Insalivation.—There is no separate or super added process for insalivation; it proceeds con temporaneously with mastication, the motions which are necessary for the one supplying equally the required conditions of the other ; while the food is being comminuted by the teeth, dispersed by their action to different parts of the mouth, recollected by the tongue to be again dispersed, and so on, the salivary secretion is freely mixed with it, and reduces it to a homogeneous pulp : thus mastication facilitates insalivation by breaking up the food, and insalivation facilitates mastication by softening it. As one set of acts performs the two processes, of course there are not any additional movements of the tongue to describe.
Deglutition.—When the food has attained a sufficient moisture and softness, which is ap preciated by the tongue's sense of touch, it is collected into a mass, and the process of deglutition commences. Physiologists have divided this process, and the division is a good one, into three stages, which may be distin guished respectively as the oral, the pharyngeal, and the oesophageal: the first conducts it past the anterior pillars of the fauces, the second in cludes its transmission from that point through the pharynx into the esophagus, and the third commences with its arrival at the oeso phagus, and terminates with its entrance into the stomach. The first is entirely voluntary; the second is of a mixed nature, engaging partly voluntary and partly involuntary muscles, and, though practicable at will, is yet impres sible on the transference to the back part of the tongue of the material to be swallowed ; the third is wholly involuntary. With the two first alone the tongue is engaged, and, there fore, of these alone I shall speak.
The first stage is merely the reference of the ball of alimentary matter to a point on the back of the tongue, posterior to the anterior pillars of the Sauces. This is effected by the pressure of the tongue against the palate, whereby the food is forced back between the two.
The second stage is a much more complex process, involving a more varied mechanism, and engaging in it different parts, the tongue, the pillars of the fauces, the soft palate, the larynx, and all the muscles of the pharynx. As soon as the food has passed the anterior palatine arch, that arch contracts, and by its constriction entirely prevents the regression of the food into the mouth ; at the same time the base of the tongue, and with it the food, is carried further back, and a second closure takes place from the approximation of the posterior pillars of the fauces, produced by the contraction of the palato-pharyngeal muscles that form them: this part of the mechanism requires a little explanation. The contraction of the anterior pillars of the fauces closes the entrance into the mouth by a constriction or sphincter-like action: this is due to the general circular form of the constrictor isthmi fau cium occasioned by the inward curvature of the upper and lower extremities of each potato glosses muscle. The contraction of the palato
pharyngei is not of this nature; they have not the same inward curvature above and below, and their inferior attachments to the pos terior borders of the thyroid cartilage are capable of very little approximation ; when, therefore, they contract, the soft palate being fixed, they approach one another laterally like two curtains, leaving a narrow chink in the middle, wider below than above. As soon as the food has passed this point, this contraction takes place, so that the two muscles of the opposite sides almost touch, the chink between them being occupied by the relaxed uvula ; the passage into the posterior nares and upper part of the pharynx is thus cut off, which has induced Dzondi to call the posterior palatine arch the velum palati posteriu.s. At the same time that this is taking place, the base of the tongue is thrown back upon the epiglottis*,the larynx being drawn upwards and forwards to meet it, so that the rima glottidis is com pletely closed, and the food glides safely down, over the inclined plane thus formed, into the pharynx raised and dilated to receive it : the food then comes within the grip of the constrictors of the pharynx, which successively pass it downwards to the msophagus. This process takes place so rapidly that it is difficult to trace its parts in succession, and indeed some of them, which apparently succeed one another, are in reality contemporaneous : thus, the first stage—the raising of the dorsum of the tongue to the palate—is that which mainly contributes to the inclined plane of the second stage; and the raising and carrying forwards of the larynx under the tongue is that which principally dilates the pharynx:I The third stage, or the cesophageal, conducts the food to the stomach ; it is of that peri staltic or vermicular nature that characterises all the succeeding movements of the alimentary canal ; the muscles concerned are entirely involuntary, and the nature of the act purely reflex. The tongue is not concerned in it.
Speech. — The tongue is the instrument principally engaged in those modifications of the oral passages which give rise to articulate sounds, which, definitely grouped and com bined by man, and taken as the representa tives of certain objects, actions, qualities, and relations, constitute Language. The con sideration of this interesting subject, however, will more appropriately fall under the article VOICE, to which the reader is referred.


Line count for the string "Monday": give the number of lines in the data below that contain it, and nothing more.

(Data excerpts)

-.-.-

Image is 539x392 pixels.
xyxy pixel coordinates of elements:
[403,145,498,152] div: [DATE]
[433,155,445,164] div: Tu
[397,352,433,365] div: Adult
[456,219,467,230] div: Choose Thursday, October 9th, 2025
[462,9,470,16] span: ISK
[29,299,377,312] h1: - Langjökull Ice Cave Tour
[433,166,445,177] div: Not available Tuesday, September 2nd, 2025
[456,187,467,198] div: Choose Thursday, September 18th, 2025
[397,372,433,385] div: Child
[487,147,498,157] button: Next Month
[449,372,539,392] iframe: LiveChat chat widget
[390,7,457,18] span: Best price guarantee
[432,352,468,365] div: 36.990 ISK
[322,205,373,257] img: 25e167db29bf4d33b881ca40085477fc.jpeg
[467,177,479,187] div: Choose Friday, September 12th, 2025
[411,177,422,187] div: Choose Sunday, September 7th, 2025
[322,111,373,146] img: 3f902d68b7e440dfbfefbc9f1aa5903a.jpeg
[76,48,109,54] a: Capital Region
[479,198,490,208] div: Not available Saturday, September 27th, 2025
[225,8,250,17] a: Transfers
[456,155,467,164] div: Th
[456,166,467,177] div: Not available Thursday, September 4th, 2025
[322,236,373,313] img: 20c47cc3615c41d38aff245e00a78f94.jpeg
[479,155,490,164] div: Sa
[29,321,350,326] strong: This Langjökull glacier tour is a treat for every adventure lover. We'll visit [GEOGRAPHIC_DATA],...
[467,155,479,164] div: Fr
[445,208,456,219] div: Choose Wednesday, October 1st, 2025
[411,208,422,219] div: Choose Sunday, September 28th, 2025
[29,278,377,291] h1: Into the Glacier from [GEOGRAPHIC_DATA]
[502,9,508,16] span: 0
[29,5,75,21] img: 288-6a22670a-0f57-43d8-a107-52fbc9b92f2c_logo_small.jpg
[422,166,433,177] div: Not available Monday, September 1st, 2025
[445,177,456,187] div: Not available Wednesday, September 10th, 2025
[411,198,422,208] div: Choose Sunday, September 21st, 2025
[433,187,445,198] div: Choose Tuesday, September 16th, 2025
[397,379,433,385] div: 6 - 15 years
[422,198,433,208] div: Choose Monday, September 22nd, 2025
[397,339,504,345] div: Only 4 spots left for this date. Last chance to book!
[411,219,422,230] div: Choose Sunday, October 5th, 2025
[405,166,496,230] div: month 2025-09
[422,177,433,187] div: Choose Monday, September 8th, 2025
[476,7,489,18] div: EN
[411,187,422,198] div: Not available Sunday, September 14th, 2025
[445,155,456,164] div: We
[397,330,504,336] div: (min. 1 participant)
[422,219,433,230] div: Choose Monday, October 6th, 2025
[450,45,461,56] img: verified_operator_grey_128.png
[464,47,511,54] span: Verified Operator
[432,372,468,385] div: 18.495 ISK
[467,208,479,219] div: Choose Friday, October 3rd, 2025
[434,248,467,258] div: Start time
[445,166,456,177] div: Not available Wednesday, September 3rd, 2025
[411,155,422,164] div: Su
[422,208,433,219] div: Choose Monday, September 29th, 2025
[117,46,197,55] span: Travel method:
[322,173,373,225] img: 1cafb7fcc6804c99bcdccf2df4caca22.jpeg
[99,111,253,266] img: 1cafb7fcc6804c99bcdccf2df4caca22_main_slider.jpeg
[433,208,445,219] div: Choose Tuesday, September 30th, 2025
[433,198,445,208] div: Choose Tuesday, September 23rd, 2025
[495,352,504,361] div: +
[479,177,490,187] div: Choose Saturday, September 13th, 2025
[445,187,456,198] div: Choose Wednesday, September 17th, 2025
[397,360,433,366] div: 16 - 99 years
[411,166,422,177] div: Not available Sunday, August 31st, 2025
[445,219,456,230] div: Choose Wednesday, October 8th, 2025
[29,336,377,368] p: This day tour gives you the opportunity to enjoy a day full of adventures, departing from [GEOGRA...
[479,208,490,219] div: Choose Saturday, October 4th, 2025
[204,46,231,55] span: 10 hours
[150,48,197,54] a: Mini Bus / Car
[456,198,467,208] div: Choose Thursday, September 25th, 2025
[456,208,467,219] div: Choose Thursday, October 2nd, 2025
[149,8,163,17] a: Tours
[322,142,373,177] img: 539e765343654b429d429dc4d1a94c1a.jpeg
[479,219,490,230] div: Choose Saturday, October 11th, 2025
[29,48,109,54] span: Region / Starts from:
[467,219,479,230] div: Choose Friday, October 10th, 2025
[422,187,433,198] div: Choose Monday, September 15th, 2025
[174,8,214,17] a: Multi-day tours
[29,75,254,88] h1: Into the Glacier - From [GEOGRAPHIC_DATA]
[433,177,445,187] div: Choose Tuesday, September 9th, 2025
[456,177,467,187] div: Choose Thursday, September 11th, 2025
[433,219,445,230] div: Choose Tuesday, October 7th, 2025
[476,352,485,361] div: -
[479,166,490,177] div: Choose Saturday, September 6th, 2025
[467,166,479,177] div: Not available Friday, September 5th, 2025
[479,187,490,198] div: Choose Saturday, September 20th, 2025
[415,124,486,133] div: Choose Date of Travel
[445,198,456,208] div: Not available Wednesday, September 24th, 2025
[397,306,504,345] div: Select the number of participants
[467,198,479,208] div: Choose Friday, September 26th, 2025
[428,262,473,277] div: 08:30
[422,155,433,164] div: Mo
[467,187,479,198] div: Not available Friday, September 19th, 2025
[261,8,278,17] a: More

-.-.-

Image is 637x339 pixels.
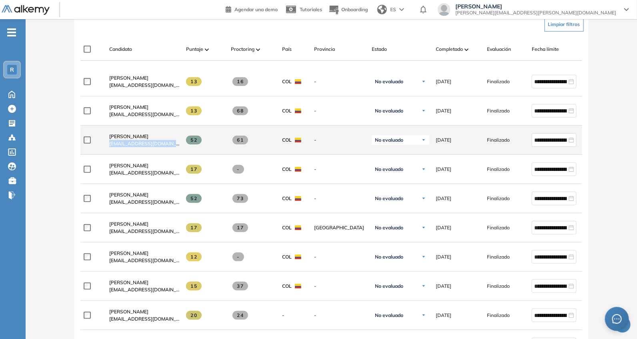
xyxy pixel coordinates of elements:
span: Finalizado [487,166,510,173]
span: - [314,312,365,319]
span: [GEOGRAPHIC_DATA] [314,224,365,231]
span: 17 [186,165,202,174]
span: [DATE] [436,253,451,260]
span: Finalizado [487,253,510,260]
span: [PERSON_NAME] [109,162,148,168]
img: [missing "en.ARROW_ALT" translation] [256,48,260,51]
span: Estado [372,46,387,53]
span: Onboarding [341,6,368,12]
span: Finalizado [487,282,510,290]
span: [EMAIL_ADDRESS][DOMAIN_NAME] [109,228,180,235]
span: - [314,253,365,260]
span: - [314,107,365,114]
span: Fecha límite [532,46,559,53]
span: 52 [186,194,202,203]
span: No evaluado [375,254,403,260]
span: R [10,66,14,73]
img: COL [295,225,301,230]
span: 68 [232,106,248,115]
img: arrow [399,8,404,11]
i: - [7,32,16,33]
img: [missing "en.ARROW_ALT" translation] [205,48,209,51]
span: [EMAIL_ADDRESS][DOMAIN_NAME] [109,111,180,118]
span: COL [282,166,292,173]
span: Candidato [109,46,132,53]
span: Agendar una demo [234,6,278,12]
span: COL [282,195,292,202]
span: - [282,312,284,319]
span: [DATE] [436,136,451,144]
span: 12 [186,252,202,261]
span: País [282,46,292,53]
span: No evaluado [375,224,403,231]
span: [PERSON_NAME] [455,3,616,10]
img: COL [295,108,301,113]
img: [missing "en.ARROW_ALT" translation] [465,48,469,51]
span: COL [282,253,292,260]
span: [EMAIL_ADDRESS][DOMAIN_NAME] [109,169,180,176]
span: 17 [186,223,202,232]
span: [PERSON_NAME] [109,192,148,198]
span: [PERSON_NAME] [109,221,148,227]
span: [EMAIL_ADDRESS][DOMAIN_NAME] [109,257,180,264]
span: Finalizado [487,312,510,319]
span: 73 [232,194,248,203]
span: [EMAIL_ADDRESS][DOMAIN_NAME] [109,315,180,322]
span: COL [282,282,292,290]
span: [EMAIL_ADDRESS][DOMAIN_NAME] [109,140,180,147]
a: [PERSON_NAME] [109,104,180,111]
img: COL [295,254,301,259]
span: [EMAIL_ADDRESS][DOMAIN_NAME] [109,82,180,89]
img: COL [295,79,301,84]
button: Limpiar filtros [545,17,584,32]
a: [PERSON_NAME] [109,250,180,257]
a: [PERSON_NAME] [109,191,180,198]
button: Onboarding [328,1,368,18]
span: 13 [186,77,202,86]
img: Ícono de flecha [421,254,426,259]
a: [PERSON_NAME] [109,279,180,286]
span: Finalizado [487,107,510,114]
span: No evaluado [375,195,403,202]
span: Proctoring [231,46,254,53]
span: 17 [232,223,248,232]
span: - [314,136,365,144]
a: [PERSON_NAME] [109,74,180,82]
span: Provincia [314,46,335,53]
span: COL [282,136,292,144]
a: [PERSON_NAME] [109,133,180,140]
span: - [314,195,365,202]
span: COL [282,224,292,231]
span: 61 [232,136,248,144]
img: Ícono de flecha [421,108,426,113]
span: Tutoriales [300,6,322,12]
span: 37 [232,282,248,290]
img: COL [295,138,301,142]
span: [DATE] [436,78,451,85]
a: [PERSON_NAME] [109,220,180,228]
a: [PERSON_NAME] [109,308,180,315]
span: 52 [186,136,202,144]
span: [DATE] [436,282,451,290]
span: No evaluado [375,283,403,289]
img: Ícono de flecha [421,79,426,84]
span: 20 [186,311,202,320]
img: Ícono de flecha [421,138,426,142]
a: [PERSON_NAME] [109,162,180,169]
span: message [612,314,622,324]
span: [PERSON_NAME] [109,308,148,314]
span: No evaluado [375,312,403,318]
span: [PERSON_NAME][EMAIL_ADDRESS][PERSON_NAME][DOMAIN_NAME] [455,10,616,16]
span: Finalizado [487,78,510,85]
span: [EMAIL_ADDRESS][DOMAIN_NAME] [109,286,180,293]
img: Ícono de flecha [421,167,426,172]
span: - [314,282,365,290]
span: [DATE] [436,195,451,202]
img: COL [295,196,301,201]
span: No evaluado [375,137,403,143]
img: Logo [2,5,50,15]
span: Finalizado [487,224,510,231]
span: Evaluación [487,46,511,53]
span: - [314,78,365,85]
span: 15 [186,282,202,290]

-.-.-

- _REPLY_
6